Identifying the specific pathways that promote opioid addiction, pain relief, and tolerance are crucial for developing more effective and less dangerous analgesics, as well as developing new treatments for addiction. Now, new research from the Icahn School of Medicine at Mount Sinai reveals that opiate use alters the activity of a specific protein needed for the normal functioning of the brain’s reward center.
Investigators were able to block the protein, as well as increase its expression in the mouse nucleus accumbens, a key component of the brain’s reward center. It altered the actions of opioids like morphine dramatically. The preclinical study, published online Feb. 24 in the journal Neuropsychopharmacology, is the first to show that opioid use changes activity of the protein RGS9-2 and alters both the threshold for pain relief and affects opioid tolerance.
“We were able to block addiction-related behaviors, but increasing the activity of the protein also lowered the pain relief response to morphine, and mice developed morphine tolerance much more quickly,” said the study’s senior researcher, Venetia Zachariou, PhD, Associate Professor, Fishberg Department of Neuroscience, Friedman Brain Institute, Department of Pharmacology and Systems Therapeutics, at the Icahn School of Medicine at Mount Sinai.
Dr. Zachariou explained that because the brain’s reward center has such a strong impact on analgesic responses, non-opioid medications should be used for the treatment of severe chronic pain conditions. Pain specialists have several alternatives for the treatment of chronic pain. For patients that are already addicted to opioids, “an alternative pain medication could offer more analgesic relief without the adverse effects of opioids.” Additionally, with this research in hand, the research team points out that targeting this molecule may eventually lead to a novel treatment for addiction.”
In the study, investigators used a novel technique known as optogenetics, which allows the activation of specific neurons via blue light in real time, to determine the exact cell types of the brain reward center responsible for the reduced analgesic response.
“In our earlier work, by inactivating RGS9-2, we saw a tenfold increase in sensitivity to the rewarding actions of morphine, severe morphine dependence, a better analgesic response, and delayed development of tolerance,” said the study’s senior author. While opiate analgesics act in several brain regions to alleviate pain, their actions in the brain reward center may also affect analgesia. The nucleus accumbens may also affect the development of morphine tolerance, via mechanism that are distinct from those described in other regions of the brain.
Eric Nestler, MD, PhD, Nash Family Professor of Neuroscience, Icahn School of Medicine at Mount Sinai, praised the research. “These discoveries provide important new information about the role of the brain reward pathway in the analgesic responses to opiates”.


▶ **Task details**: For the records below, report how many lines include "Wildlife", with no accompanying text.

(Figure record extracts)
_ _ _ _ _ _ _

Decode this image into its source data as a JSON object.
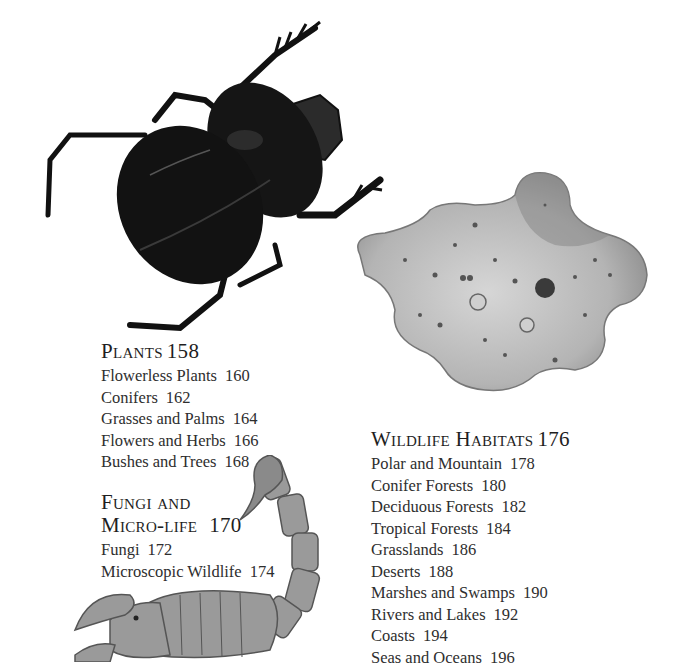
{
  "sections": [
    {
      "title": "Plants",
      "page": "158",
      "items": [
        {
          "label": "Flowerless Plants",
          "page": "160"
        },
        {
          "label": "Conifers",
          "page": "162"
        },
        {
          "label": "Grasses and Palms",
          "page": "164"
        },
        {
          "label": "Flowers and Herbs",
          "page": "166"
        },
        {
          "label": "Bushes and Trees",
          "page": "168"
        }
      ]
    },
    {
      "title_line1": "Fungi and",
      "title_line2": "Micro-life",
      "page": "170",
      "items": [
        {
          "label": "Fungi",
          "page": "172"
        },
        {
          "label": "Microscopic Wildlife",
          "page": "174"
        }
      ]
    },
    {
      "title": "Wildlife Habitats",
      "page": "176",
      "items": [
        {
          "label": "Polar and Mountain",
          "page": "178"
        },
        {
          "label": "Conifer Forests",
          "page": "180"
        },
        {
          "label": "Deciduous Forests",
          "page": "182"
        },
        {
          "label": "Tropical Forests",
          "page": "184"
        },
        {
          "label": "Grasslands",
          "page": "186"
        },
        {
          "label": "Deserts",
          "page": "188"
        },
        {
          "label": "Marshes and Swamps",
          "page": "190"
        },
        {
          "label": "Rivers and Lakes",
          "page": "192"
        },
        {
          "label": "Coasts",
          "page": "194"
        },
        {
          "label": "Seas and Oceans",
          "page": "196"
        }
      ]
    }
  ],
  "illustrations": [
    {
      "subject": "beetle"
    },
    {
      "subject": "amoeba"
    },
    {
      "subject": "scorpion"
    }
  ]
}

_ _ _ _ _ _ _

▶ **Answer box**: 2